Anyway, The Kingdom of Cain is a great book. It may prove a classic. It has my highest recommendation.

‘An Honest Man,’ by Michael Koryta

“The past wasn’t all a lie, and the future isn’t all hopeless,” he went on. “That’s the way people on that island feel now, like they’re in one camp or the other. Either everything was bad or everything will be bad, right?”

It’s pretty rare for me to embrace a book whose message I’m not sure I like. But such is the power of Michael Koryta’s An Honest Man. (I reviewed another book called An Honest Man the other day. This was the result of a confusion on my part, when I was attempting to buy this one.) It’s a beautiful book that will linger with the reader.

Israel Pike went to prison some years back for killing his own father in a fit of rage. Now he’s paroled and back in his home, the moribund community of Salvation Point Island off the Maine coast. He has almost no friends there, not even his uncle, the assistant sheriff, who in fact hates him and is trying to find an excuse to send him back to prison.

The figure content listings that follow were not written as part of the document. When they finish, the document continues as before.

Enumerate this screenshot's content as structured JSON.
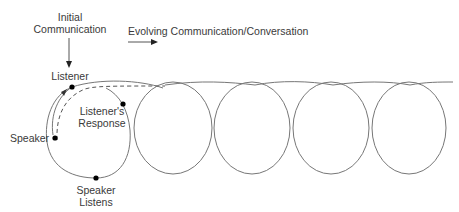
{
  "labels": {
    "initial_line1": "Initial",
    "initial_line2": "Communication",
    "evolving": "Evolving Communication/Conversation",
    "listener": "Listener",
    "response_line1": "Listener's",
    "response_line2": "Response",
    "speaker": "Speaker",
    "listens_line1": "Speaker",
    "listens_line2": "Listens"
  },
  "colors": {
    "line": "#777777",
    "dot": "#000000",
    "text": "#3a3a3a"
  },
  "loops": {
    "count": 5,
    "spacing": 79
  }
}
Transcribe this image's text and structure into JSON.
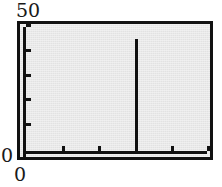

One morning Israel sees a yacht drifting offshore, and rows out to check on it. Inside he finds the bodies of seven men, all shot to death. Naturally, Israel’s uncle points to him as the most likely suspect, but he can’t pin it on him.

But there are things Israel isn’t telling the police. He has secrets, and he knows more than he’s telling. But then, the whole community is hiding its own wicked secrets.

Meanwhile, a young boy named Lyman Rankin is living on a smaller, nearby island with his alcoholic, abusive father. When Lyman discovers a wounded young woman hiding in an abandoned house nearby, he puts himself at risk to help her and keep her secret. A bond develops between the two, even as his father grows increasingly suspicious and brutal.

An Honest Man is not only an exciting and well-constructed thriller. It’s also a heartbreakingly beautiful story about truth and beauty. It moved me deeply.

It also troubled me. One theme of this story seemed to be that lying is not only permissible, but admirable, in the right situation. (I’d like to hear the author debate Jordan Peterson, who says lies invariably come back to bite you.)

On the other hand, another theme seems to be that big, widespread, agreed-upon lies are wicked and must be brought to light.

In any case, An Honest Man was an amazing book to read. I give it the highest recommendation. Cautions for all you’d expect.